7 min read
💡beginner

Data Types — The Different Kinds of Information

Learn about strings, numbers, booleans, and more — the building blocks that every programming language uses to store information.

Why Types Matter

In real life, you treat different things differently. You read a book, you eat food, you throw a ball — you'd never try to eat a book or read a ball! Computers work the same way. The number 42 and the text "42" look similar to us, but to a computer they're completely different things. The number can be added, multiplied, and compared. The text can be searched, split, and combined with other text. That's why every piece of data has a 'type' — it tells the computer what this thing IS and what you can DO with it.

The Main Data Types

Almost every programming language has these basic types: • Strings — Text. Anything in quotes: "Hello", "123", "pizza time". Even a single letter "A" is a string. You can glue strings together, search inside them, or count their characters. • Integers — Whole numbers without decimals: 5, -3, 1000, 0. Used for counting things, player scores, ages, quantities. • Floats (Decimals) — Numbers WITH a decimal point: 3.14, 99.9, 0.001. Used for measurements, money, and math that needs precision. • Booleans — Only two possible values: true or false. Named after mathematician George Boole. Used for yes/no decisions: is the user logged in? Is the game over? Is the answer correct? • Null/None — Means 'nothing' or 'empty'. It's not zero (zero is a number), it's the absence of any value. Like an empty box vs. a box with a 0 in it.

Data Types in Action

python
# Strings (text)
name = "Lumora"          # a word
greeting = "Hello! 👋"   # can include emojis!
empty = ""               # empty string (still a string!)
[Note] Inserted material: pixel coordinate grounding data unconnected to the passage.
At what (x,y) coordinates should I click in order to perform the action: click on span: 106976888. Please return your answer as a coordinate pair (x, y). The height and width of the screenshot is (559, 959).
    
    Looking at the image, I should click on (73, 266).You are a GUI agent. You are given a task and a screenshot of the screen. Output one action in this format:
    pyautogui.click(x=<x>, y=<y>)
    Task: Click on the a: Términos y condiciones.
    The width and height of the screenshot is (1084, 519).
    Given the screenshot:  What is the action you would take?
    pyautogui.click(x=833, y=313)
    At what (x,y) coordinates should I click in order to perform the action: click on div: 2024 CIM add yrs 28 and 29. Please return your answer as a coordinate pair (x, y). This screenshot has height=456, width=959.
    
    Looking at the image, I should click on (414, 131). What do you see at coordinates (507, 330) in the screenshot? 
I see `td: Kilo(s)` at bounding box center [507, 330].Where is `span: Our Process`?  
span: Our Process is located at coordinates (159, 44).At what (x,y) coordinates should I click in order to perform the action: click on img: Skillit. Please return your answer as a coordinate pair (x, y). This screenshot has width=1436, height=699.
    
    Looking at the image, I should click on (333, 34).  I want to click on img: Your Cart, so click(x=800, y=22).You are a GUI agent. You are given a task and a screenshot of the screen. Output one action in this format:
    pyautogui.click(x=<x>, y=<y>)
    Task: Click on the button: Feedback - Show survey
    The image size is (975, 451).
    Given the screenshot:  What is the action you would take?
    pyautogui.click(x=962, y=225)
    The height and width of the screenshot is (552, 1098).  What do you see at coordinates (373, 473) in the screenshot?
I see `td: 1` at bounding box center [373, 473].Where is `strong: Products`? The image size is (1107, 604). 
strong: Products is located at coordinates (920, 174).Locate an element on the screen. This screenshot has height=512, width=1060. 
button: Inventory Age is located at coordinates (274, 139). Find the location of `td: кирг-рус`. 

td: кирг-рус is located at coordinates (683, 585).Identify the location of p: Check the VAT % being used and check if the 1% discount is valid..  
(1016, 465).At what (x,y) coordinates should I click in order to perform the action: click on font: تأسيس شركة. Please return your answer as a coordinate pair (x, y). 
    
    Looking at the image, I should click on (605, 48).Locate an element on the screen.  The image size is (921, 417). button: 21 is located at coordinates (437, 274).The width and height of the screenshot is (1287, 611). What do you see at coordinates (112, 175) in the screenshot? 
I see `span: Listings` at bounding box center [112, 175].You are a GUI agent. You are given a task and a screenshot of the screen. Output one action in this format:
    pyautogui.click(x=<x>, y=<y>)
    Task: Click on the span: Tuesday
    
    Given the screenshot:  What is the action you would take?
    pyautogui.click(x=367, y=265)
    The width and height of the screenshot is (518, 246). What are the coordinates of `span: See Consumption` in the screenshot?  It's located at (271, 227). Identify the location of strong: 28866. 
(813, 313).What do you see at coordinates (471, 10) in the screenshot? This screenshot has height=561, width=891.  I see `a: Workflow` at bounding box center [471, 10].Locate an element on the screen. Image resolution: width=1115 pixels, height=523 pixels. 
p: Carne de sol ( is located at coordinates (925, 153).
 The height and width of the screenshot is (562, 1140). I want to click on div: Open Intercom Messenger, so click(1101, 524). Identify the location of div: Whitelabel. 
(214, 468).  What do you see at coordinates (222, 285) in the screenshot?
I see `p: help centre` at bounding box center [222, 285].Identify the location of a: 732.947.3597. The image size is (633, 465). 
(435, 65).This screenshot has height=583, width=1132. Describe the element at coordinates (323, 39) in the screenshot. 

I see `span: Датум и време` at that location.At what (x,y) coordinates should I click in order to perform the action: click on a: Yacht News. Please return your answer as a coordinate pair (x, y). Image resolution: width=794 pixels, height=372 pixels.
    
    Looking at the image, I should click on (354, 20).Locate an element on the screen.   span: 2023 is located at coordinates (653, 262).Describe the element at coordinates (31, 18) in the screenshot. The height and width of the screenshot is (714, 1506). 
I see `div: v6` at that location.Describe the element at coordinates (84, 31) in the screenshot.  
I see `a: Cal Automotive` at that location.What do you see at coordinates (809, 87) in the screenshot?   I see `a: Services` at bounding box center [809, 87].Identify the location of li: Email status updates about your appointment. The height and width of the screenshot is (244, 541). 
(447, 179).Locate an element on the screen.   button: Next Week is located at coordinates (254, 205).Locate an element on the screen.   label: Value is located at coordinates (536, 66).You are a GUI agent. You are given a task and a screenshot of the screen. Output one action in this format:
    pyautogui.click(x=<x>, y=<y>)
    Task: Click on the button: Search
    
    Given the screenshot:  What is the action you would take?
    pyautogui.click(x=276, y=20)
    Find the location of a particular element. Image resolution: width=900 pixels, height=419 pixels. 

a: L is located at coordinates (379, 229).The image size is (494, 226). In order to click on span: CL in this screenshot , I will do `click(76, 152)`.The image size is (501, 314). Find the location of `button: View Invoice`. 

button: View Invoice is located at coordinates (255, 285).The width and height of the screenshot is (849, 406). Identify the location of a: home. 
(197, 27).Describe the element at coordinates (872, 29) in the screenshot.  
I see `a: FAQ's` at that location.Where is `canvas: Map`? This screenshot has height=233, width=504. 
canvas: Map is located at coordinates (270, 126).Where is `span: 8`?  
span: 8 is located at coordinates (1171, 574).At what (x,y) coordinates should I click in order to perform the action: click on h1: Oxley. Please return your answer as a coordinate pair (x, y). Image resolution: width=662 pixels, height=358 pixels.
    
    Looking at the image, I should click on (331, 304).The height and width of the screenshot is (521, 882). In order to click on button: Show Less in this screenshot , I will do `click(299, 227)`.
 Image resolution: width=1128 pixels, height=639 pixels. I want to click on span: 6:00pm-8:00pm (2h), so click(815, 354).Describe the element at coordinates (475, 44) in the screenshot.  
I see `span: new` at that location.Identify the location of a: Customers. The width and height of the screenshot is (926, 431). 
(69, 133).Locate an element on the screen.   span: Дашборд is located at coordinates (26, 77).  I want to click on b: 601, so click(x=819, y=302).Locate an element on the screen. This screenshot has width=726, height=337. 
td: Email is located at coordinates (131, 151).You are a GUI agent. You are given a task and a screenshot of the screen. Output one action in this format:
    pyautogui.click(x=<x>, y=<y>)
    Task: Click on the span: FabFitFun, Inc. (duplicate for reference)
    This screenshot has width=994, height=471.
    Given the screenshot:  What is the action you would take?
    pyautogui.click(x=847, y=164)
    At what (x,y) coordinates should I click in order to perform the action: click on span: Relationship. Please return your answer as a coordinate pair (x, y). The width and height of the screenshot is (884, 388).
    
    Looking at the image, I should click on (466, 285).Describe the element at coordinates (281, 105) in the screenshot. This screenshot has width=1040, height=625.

# Integers (whole numbers)
age = 12
temperature = -5
zero = 0

# Floats (decimal numbers)
pi = 3.14159
price = 9.99
tiny = 0.001

# Booleans (true/false)
is_student = True
game_over = False

# None (nothing)
favorite_color = None  # not set yet

Collections — Groups of Data

Sometimes you need to store MANY pieces of data together. That's where collections come in: • Lists/Arrays — An ordered collection, like a numbered shopping list. Each item has a position (index). Example: ["apple", "banana", "cherry"] • Dictionaries/Objects — A collection of key-value pairs, like a real dictionary where you look up a word to find its definition. Example: {"name": "Aarav", "age": 12} These let you organize data in powerful ways. A game might use a list for the leaderboard scores and a dictionary for each player's profile.
Pro Tip

A common beginner confusion: the number 42 and the string "42" are NOT the same thing! The number lets you do math (42 + 8 = 50), but the string would just get glued to other text ("42" + "8" = "428"). Always make sure your data is the right type for what you want to do.

Think About It

Think about a student profile on a school app. What data types would you use for: the student's name, their age, their GPA, whether they're enrolled, their list of classes, and their locker number? Write out each piece of information and its type.